First page reader.
<i>One thing I have learned in a long life: that all our science, measured against reality, is primitive and childlike -- and yet it is the most precious thing we have.
-- Albert Einstein, echoing Robert Green Ingersoll ("I admit that reason is a small and feeble flame, a flickering torch by stumblers carried in the star-less night, -- blown and flared by passion's storm, -- and yet, it is the only light. Extinguish that, and nought remains." from the Field-Ingersoll Debate), quoted from PhysLink.com</i>
"Question #5: Why is God such a huge proponent of slavery in the Bible?"
there's nothing wrong with slavery if it is consensual. as for forced slavery, i dont know if the bible god is a proponent of that. it's possible that society was not ready to give up slavery, and that the bible god did not ask them to be completely perfect, but just mitigated their imperfection. but who knows.
No widespread slavery has EVER been consensual. What are you talking about? And in the bible, it DEFINITELY promotes slavery, and hate. The bible specifically says to hate those who do things that are wrong, even though the gospel tells you to love everyone.
Another argument is that man wrote the bible... Which means that anything and everything has the oppurtunity to be completely infallible. It means that we can selectively pick and choose what parts of the bible we like and don't like, right? Sure, if that's what you want. But the whole point is that it could easily be fiction, because as you said, was written by man. There's nothing to say it was inspired by a divinity except thousands of people believing it is so and continuing to proliferate that fact. I say screw the bible, or atleast bring it back down to the level of the thousands of other meaningful works of literature.

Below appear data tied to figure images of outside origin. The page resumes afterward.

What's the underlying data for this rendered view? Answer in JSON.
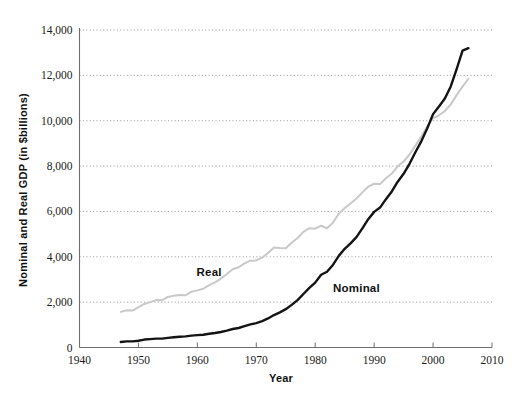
{
  "chart_data": {
    "type": "line",
    "title": "",
    "xlabel": "Year",
    "ylabel": "Nominal and Real GDP (in $billions)",
    "xlim": [
      1940,
      2010
    ],
    "ylim": [
      0,
      14000
    ],
    "xticks": [
      "1940",
      "1950",
      "1960",
      "1970",
      "1980",
      "1990",
      "2000",
      "2010"
    ],
    "yticks": [
      "0",
      "2,000",
      "4,000",
      "6,000",
      "8,000",
      "10,000",
      "12,000",
      "14,000"
    ],
    "grid": "horizontal-dotted",
    "legend": "inline-labels",
    "annotations": [
      {
        "text": "Real",
        "x": 1962,
        "y": 3150
      },
      {
        "text": "Nominal",
        "x": 1987,
        "y": 2450
      }
    ],
    "series": [
      {
        "name": "Real",
        "color": "#c9c9c9",
        "x": [
          1947,
          1948,
          1949,
          1950,
          1951,
          1952,
          1953,
          1954,
          1955,
          1956,
          1957,
          1958,
          1959,
          1960,
          1961,
          1962,
          1963,
          1964,
          1965,
          1966,
          1967,
          1968,
          1969,
          1970,
          1971,
          1972,
          1973,
          1974,
          1975,
          1976,
          1977,
          1978,
          1979,
          1980,
          1981,
          1982,
          1983,
          1984,
          1985,
          1986,
          1987,
          1988,
          1989,
          1990,
          1991,
          1992,
          1993,
          1994,
          1995,
          1996,
          1997,
          1998,
          1999,
          2000,
          2001,
          2002,
          2003,
          2004,
          2005,
          2006
        ],
        "values": [
          1570,
          1640,
          1630,
          1780,
          1920,
          2000,
          2090,
          2080,
          2230,
          2280,
          2320,
          2300,
          2460,
          2520,
          2590,
          2750,
          2870,
          3040,
          3240,
          3450,
          3540,
          3710,
          3830,
          3840,
          3960,
          4170,
          4410,
          4390,
          4380,
          4620,
          4830,
          5100,
          5260,
          5240,
          5370,
          5260,
          5500,
          5900,
          6150,
          6350,
          6570,
          6840,
          7090,
          7220,
          7210,
          7460,
          7670,
          7990,
          8200,
          8510,
          8900,
          9300,
          9750,
          10110,
          10240,
          10420,
          10720,
          11130,
          11500,
          11850
        ]
      },
      {
        "name": "Nominal",
        "color": "#141414",
        "x": [
          1947,
          1948,
          1949,
          1950,
          1951,
          1952,
          1953,
          1954,
          1955,
          1956,
          1957,
          1958,
          1959,
          1960,
          1961,
          1962,
          1963,
          1964,
          1965,
          1966,
          1967,
          1968,
          1969,
          1970,
          1971,
          1972,
          1973,
          1974,
          1975,
          1976,
          1977,
          1978,
          1979,
          1980,
          1981,
          1982,
          1983,
          1984,
          1985,
          1986,
          1987,
          1988,
          1989,
          1990,
          1991,
          1992,
          1993,
          1994,
          1995,
          1996,
          1997,
          1998,
          1999,
          2000,
          2001,
          2002,
          2003,
          2004,
          2005,
          2006
        ],
        "values": [
          245,
          270,
          270,
          300,
          350,
          370,
          390,
          390,
          425,
          450,
          475,
          490,
          525,
          545,
          565,
          605,
          640,
          685,
          745,
          815,
          860,
          940,
          1020,
          1075,
          1165,
          1280,
          1430,
          1550,
          1690,
          1880,
          2090,
          2360,
          2630,
          2860,
          3210,
          3340,
          3640,
          4040,
          4350,
          4590,
          4870,
          5250,
          5660,
          5980,
          6170,
          6540,
          6880,
          7310,
          7660,
          8100,
          8610,
          9090,
          9660,
          10290,
          10630,
          10980,
          11510,
          12270,
          13090,
          13200
        ]
      }
    ]
  }
}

I have a few questions of my own. Is it truly just for people to believe in a religion, simply because it will grant them heaven? Submitting to religion and a God out of fear and hope for reward is paganism, no different from the Incans, Aztecs, Greeks and Romans, whom we scoff at and call silly.
Why does God ask us to worship him? It just seems very egotistical and ridiculous, and without a point. The truth is that Christianity inherited this trait from the other religions it was born from.
I do, however, have the same views you do on Organized Religion.
Alright, time to read the other pages.